Men were accurately judged to be gay 57 percent of time, while women were accurately judged 64 percent of the time, according to the researchers.
Apparently, they didn't show photos that tipped the students off to one's gayness. To minimize the prospect that non-facial cues could influence judgments, photographs of men or women with facial alterations or adornments — scars, eyewear, facial hair, makeup, non-earlobe piercings — were not included in the testing. 
The students got to see the photographs for 50 milliseconds, some of them turned upside down, which resulted in accuracy being severely diminished.
“Accordingly, as experiments aim to examine the precise face characteristics that differentiate gay and straight faces, researchers should look for differences in relationships among facial features as well as differences in features themselves,” the researchers said.

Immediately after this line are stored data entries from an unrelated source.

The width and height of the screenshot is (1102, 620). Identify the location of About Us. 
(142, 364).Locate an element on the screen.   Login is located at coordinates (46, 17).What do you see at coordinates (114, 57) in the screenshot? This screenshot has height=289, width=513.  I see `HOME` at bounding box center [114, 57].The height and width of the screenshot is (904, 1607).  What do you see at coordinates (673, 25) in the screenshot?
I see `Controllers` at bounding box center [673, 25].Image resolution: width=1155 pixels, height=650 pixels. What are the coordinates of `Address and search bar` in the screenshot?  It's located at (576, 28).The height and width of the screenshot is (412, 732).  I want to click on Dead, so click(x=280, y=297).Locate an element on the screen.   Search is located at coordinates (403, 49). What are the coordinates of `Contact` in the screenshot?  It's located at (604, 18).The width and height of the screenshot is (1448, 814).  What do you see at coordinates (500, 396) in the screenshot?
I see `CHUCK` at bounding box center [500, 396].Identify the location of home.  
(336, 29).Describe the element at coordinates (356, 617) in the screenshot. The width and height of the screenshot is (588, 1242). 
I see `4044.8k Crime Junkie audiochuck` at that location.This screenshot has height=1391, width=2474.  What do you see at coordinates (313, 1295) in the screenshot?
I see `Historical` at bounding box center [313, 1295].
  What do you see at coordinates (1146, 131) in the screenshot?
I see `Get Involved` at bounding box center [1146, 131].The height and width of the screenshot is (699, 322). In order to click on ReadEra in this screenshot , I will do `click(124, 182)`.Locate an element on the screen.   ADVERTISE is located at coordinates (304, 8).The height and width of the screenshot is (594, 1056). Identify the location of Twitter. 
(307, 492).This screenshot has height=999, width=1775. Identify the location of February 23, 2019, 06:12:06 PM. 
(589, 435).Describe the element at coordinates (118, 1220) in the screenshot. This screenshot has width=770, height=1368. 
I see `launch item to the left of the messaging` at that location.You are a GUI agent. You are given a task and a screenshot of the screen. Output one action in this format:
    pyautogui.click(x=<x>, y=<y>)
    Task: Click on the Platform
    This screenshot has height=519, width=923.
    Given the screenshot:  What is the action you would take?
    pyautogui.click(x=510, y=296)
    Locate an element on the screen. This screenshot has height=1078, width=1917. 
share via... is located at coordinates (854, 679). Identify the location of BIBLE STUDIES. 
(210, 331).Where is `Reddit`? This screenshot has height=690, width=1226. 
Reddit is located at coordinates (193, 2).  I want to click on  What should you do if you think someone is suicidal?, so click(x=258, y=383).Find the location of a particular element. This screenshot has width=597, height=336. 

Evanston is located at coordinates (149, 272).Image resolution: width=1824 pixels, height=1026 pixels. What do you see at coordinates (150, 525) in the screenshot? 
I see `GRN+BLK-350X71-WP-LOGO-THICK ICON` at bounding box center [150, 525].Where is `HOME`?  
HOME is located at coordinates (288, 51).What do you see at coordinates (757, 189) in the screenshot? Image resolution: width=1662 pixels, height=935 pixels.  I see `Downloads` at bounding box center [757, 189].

The research was funded through a grant by the National Science Foundation Graduate Research Fellowship.
Kevin O'Grady, executive director of the Gay and Lesbian Community Services Center of Orange County, was more shocked by the fact that such a study received funding than he was about the outcome of the research.
“Seriously, he got funding for this research?” O'Grady said in an email. “I struggle to provide services for queer kids who get kicked out of their homes and he gets this funded?
It's a strange world.”
O'Grady said most people he knows claim to have finely-tuned gaydar, usually based on intuition or length of eye contact held. 
“I think it's pretty easy to spot a gay guy,” he said. “That said, I agree the policy implications are alarming.
Imagine the Christian Right setting up road blocks and pulling people over who look gay!”